Srecko Latal
If the alleged plot to arrest Bosnia’s three ethnic leaders is true, it would be an outrage for many reasons.
There is a secret plan being prepared in Bosnia and Herzegovina reportedly. According to this plan, the Office of the State Prosecutor is preparing the arrest of the three top national leaders, the Bosniak (Bosnian Muslim) Bakir Izetbegovic, Bosnian Serb Milorad Dodik and Bosnian Croat Dragan Covic.
The Croatian daily Vecernji List reported about this plan over the weekend, while Covic confirmed at a press conference on Monday that he had received unofficial information about it.
According to media, the plan is aimed at removing Dodik, whose radical views and repeated threats to separate the Serb-dominated Bosnian entity of Republika Srpska have contributed to Bosnia’s worst post-war political crisis.
Another target for removal of Bakir Izetbegovic, currently vice president and one of the strongest candidates for the future presidency of the strongest Bosniak Party, the Party of Democratic Action, SDA.
According to media, international officials fear Izetbegovic’s take-over of the SDA would further radicalize an already tense political situation, and they are eager to prevent this by any means possible.
In this reported plan, Dragan Covic seems to be collateral damage. His arrest is needed to balance out Bosnia’s ethnic “key” system, by which all three main national groups have to be equally represented either in good or bad. After all, Covic has been tried for possible misuse of office for years, so he seems as a natural choice for such a plot.
The media have implied that the main force behind this so “secret” plan is the US. According to another version of this story, the plot is being launched by the media itself as a sort of a kite, or balloon, in order to test public reaction (or the lack of one), and gauge whether it would be safe to undertake similar actions in future or not.
If true, this entire charade would prove that Bosnia’s very own Eliot Ness, the legendary, incorruptible crime-fighter, has definitively lost his mind and now runs amok in Bosnia and Herzegovina.
Eliot Ness was the leader of a legendary team of American law enforcement agents nicknamed The Untouchables, who were charged with enforcing prohibition and bringing down top American gangsters in 1930s.
In Bosnia’s case, Eliot Ness is the State Investigation and Protection Agency and the Office of the State Prosecutor, which are strongly influenced – if not run – by international experts who have so far failed to secure one single conviction in any higher-level case.
If the media reports of a plot are true, this equal-handed triple arrest would be outrageous for several reasons.
Firstly, such arrests could easily fuel tensions to the point where they lead to the final dissolution of the country.
Secondly, this process would not stand up in court and the three arrested men would sooner or later be released, reinforcing their positions on the political scene.
Thirdly, it would definitively annihilate any possibility of undertaking any serious criminal probes into the three men in the future. It would also destroy any authority that Bosnia’s state judiciary institutions still hold.
To make the situation even more absurd, the reported arrest of the three ethnic leaders is being discussed irrelevant of their eventual true crimes. This is despite the fact that all three – like many other Bosnian politicians – either have been or are being tried, investigated or at least suspected of some offence or the other.
Therefore such move would also send a completely wrong message to Bosnian society; namely that the law can be twisted, turned, disregarded, used or misused by the strong.
Dodik himself is a man who has been increasingly displaying such attitudes.
He has recently drew public criticism during a Republika Srpska parliament debate, when he showed complete ignorance of the fact that crediting his closest family members from the funds of the Republika Srpska Development Bank represented a conflict of interest if not a more serious criminal offence.
Therefore, any arrest of local leaders because of political and not judicial reasons would only prove that Dodik and those other Bosnian politicians who ignore judicial and other due processes are right to do so. And that they are safe, as long as they play ball and stay on the right side of the international community.
Eventually, this planned arrest would also violate some of the core principles according to which the real Eliot Ness and his team reportedly lived and worked by.
Instead of engineering political plots or testing public opinion and patience with dangerous games, they stuck to the letter of law and worked hard to obtain evidence. Their approach eventually brought down even the mighty Al Capone, and taught Americans a lesson about what the law is and how to respect it. Or is that only the Hollywood version of history?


Work instructions: Word for word, copy the listing below and leave out its images.

—————

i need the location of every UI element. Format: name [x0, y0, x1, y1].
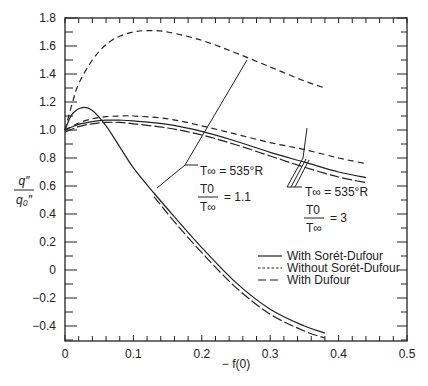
y-tick-label: −0.4 [32, 319, 56, 333]
svg-text:T∞ = 535°R: T∞ = 535°R [200, 164, 263, 178]
x-tick-label: 0.1 [125, 347, 142, 361]
x-tick-label: 0.5 [399, 347, 416, 361]
curve-dashed [65, 116, 366, 164]
svg-text:q″: q″ [19, 174, 31, 188]
y-tick-label: 0.6 [39, 179, 56, 193]
y-tick-label: 1.8 [39, 11, 56, 25]
legend-item-with-dufour: With Dufour [287, 273, 350, 287]
svg-text:T∞ = 535°R: T∞ = 535°R [305, 185, 368, 199]
x-tick-label: 0.3 [262, 347, 279, 361]
curve-solid [65, 107, 325, 333]
svg-text:T∞: T∞ [306, 221, 322, 235]
svg-text:T∞: T∞ [200, 200, 216, 214]
svg-text:q₀″: q₀″ [16, 193, 33, 207]
y-tick-label: −0.2 [32, 291, 56, 305]
x-tick-label: 0.2 [193, 347, 210, 361]
x-axis-label: − f(0) [222, 357, 250, 371]
chart: 00.10.20.30.40.5−0.4−0.200.20.40.60.81.0… [0, 0, 428, 386]
x-tick-label: 0 [62, 347, 69, 361]
axis-ticks [65, 18, 407, 341]
y-tick-label: 0.8 [39, 151, 56, 165]
y-tick-label: 0 [49, 263, 56, 277]
curve-dashed [65, 31, 325, 130]
annotation-ratio-1.1: T∞ = 535°R T0 T∞ = 1.1 [198, 164, 263, 214]
annotation-ratio-3: T∞ = 535°R T0 T∞ = 3 [304, 185, 368, 235]
plot-frame [65, 18, 407, 341]
y-tick-label: 1.0 [39, 123, 56, 137]
y-tick-label: 1.2 [39, 95, 56, 109]
y-tick-label: 0.2 [39, 235, 56, 249]
y-tick-label: 1.4 [39, 67, 56, 81]
y-tick-label: 0.4 [39, 207, 56, 221]
svg-text:T0: T0 [306, 203, 320, 217]
x-tick-label: 0.4 [330, 347, 347, 361]
y-tick-label: 1.6 [39, 39, 56, 53]
svg-text:T0: T0 [200, 182, 214, 196]
svg-text:= 1.1: = 1.1 [224, 190, 251, 204]
y-axis-label: q″ q₀″ [14, 174, 34, 207]
legend: With Sorét-Dufour Without Sorét-Dufour W… [258, 249, 400, 287]
svg-text:= 3: = 3 [330, 211, 347, 225]
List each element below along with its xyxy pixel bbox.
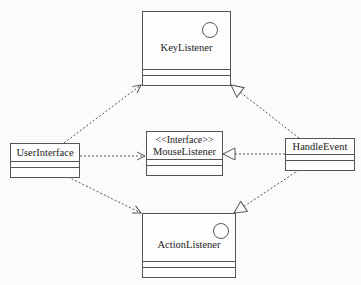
class-userinterface-name: UserInterface [16, 147, 73, 159]
class-mouselistener-name: MouseListener [153, 146, 216, 158]
class-userinterface-name-compartment: UserInterface [11, 144, 79, 161]
class-mouselistener[interactable]: <<Interface>> MouseListener [146, 131, 223, 176]
class-mouselistener-name-compartment: <<Interface>> MouseListener [147, 132, 222, 159]
class-actionlistener-name-compartment: ActionListener [143, 214, 235, 261]
realization-handleevent-to-keylistener [231, 85, 299, 138]
class-handleevent-operations [286, 160, 354, 170]
class-keylistener-name: KeyListener [161, 42, 213, 54]
class-keylistener[interactable]: KeyListener [142, 11, 231, 86]
uml-diagram-canvas: KeyListener UserInterface <<Interface>> … [0, 0, 361, 285]
class-actionlistener-name: ActionListener [158, 239, 221, 251]
class-actionlistener[interactable]: ActionListener [142, 213, 236, 278]
class-handleevent-name: HandleEvent [293, 141, 348, 153]
dependency-userinterface-to-actionlistener [68, 177, 141, 213]
class-userinterface-operations [11, 167, 79, 177]
class-actionlistener-operations [143, 267, 235, 277]
class-mouselistener-stereotype: <<Interface>> [155, 134, 213, 146]
class-handleevent-name-compartment: HandleEvent [286, 139, 354, 154]
interface-circle-icon [202, 22, 218, 38]
class-keylistener-operations [143, 75, 230, 85]
class-handleevent[interactable]: HandleEvent [285, 138, 355, 171]
interface-circle-icon [213, 223, 229, 239]
class-keylistener-name-compartment: KeyListener [143, 12, 230, 69]
class-mouselistener-operations [147, 165, 222, 175]
class-userinterface[interactable]: UserInterface [10, 143, 80, 178]
dependency-userinterface-to-keylistener [64, 85, 141, 143]
realization-handleevent-to-actionlistener [234, 170, 299, 213]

—————

Exercise response:
i need the location of every UI element. Format: name [x0, y0, x1, y1].
y-tick-label: −0.4 [32, 319, 56, 333]
svg-text:T∞ = 535°R: T∞ = 535°R [200, 164, 263, 178]
x-tick-label: 0.1 [125, 347, 142, 361]
x-tick-label: 0.5 [399, 347, 416, 361]
curve-dashed [65, 116, 366, 164]
svg-text:q″: q″ [19, 174, 31, 188]
y-tick-label: 0.6 [39, 179, 56, 193]
y-tick-label: 1.8 [39, 11, 56, 25]
legend-item-with-dufour: With Dufour [287, 273, 350, 287]
svg-text:T∞ = 535°R: T∞ = 535°R [305, 185, 368, 199]
x-tick-label: 0.3 [262, 347, 279, 361]
curve-solid [65, 107, 325, 333]
svg-text:T∞: T∞ [306, 221, 322, 235]
svg-text:T∞: T∞ [200, 200, 216, 214]
svg-text:q₀″: q₀″ [16, 193, 33, 207]
y-tick-label: −0.2 [32, 291, 56, 305]
x-tick-label: 0.2 [193, 347, 210, 361]
x-axis-label: − f(0) [222, 357, 250, 371]
chart: 00.10.20.30.40.5−0.4−0.200.20.40.60.81.0… [0, 0, 428, 386]
x-tick-label: 0 [62, 347, 69, 361]
axis-ticks [65, 18, 407, 341]
y-tick-label: 0.8 [39, 151, 56, 165]
y-tick-label: 0 [49, 263, 56, 277]
curve-dashed [65, 31, 325, 130]
annotation-ratio-1.1: T∞ = 535°R T0 T∞ = 1.1 [198, 164, 263, 214]
annotation-ratio-3: T∞ = 535°R T0 T∞ = 3 [304, 185, 368, 235]
plot-frame [65, 18, 407, 341]
y-tick-label: 1.0 [39, 123, 56, 137]
y-tick-label: 1.2 [39, 95, 56, 109]
y-tick-label: 0.2 [39, 235, 56, 249]
y-tick-label: 1.4 [39, 67, 56, 81]
y-tick-label: 0.4 [39, 207, 56, 221]
svg-text:T0: T0 [306, 203, 320, 217]
x-tick-label: 0.4 [330, 347, 347, 361]
y-tick-label: 1.6 [39, 39, 56, 53]
svg-text:T0: T0 [200, 182, 214, 196]
svg-text:= 1.1: = 1.1 [224, 190, 251, 204]
y-axis-label: q″ q₀″ [14, 174, 34, 207]
legend: With Sorét-Dufour Without Sorét-Dufour W… [258, 249, 400, 287]
svg-text:= 3: = 3 [330, 211, 347, 225]
List each element below along with its xyxy pixel bbox.
class-userinterface-name: UserInterface [16, 147, 73, 159]
class-mouselistener-name: MouseListener [153, 146, 216, 158]
class-userinterface-name-compartment: UserInterface [11, 144, 79, 161]
class-mouselistener[interactable]: <<Interface>> MouseListener [146, 131, 223, 176]
class-mouselistener-name-compartment: <<Interface>> MouseListener [147, 132, 222, 159]
class-actionlistener-name-compartment: ActionListener [143, 214, 235, 261]
realization-handleevent-to-keylistener [231, 85, 299, 138]
class-handleevent-operations [286, 160, 354, 170]
class-keylistener-name: KeyListener [161, 42, 213, 54]
class-keylistener[interactable]: KeyListener [142, 11, 231, 86]
uml-diagram-canvas: KeyListener UserInterface <<Interface>> … [0, 0, 361, 285]
class-actionlistener-name: ActionListener [158, 239, 221, 251]
class-actionlistener[interactable]: ActionListener [142, 213, 236, 278]
class-handleevent-name: HandleEvent [293, 141, 348, 153]
dependency-userinterface-to-actionlistener [68, 177, 141, 213]
class-userinterface-operations [11, 167, 79, 177]
class-actionlistener-operations [143, 267, 235, 277]
class-mouselistener-stereotype: <<Interface>> [155, 134, 213, 146]
class-handleevent-name-compartment: HandleEvent [286, 139, 354, 154]
interface-circle-icon [202, 22, 218, 38]
class-keylistener-operations [143, 75, 230, 85]
class-handleevent[interactable]: HandleEvent [285, 138, 355, 171]
interface-circle-icon [213, 223, 229, 239]
class-keylistener-name-compartment: KeyListener [143, 12, 230, 69]
class-mouselistener-operations [147, 165, 222, 175]
class-userinterface[interactable]: UserInterface [10, 143, 80, 178]
dependency-userinterface-to-keylistener [64, 85, 141, 143]
realization-handleevent-to-actionlistener [234, 170, 299, 213]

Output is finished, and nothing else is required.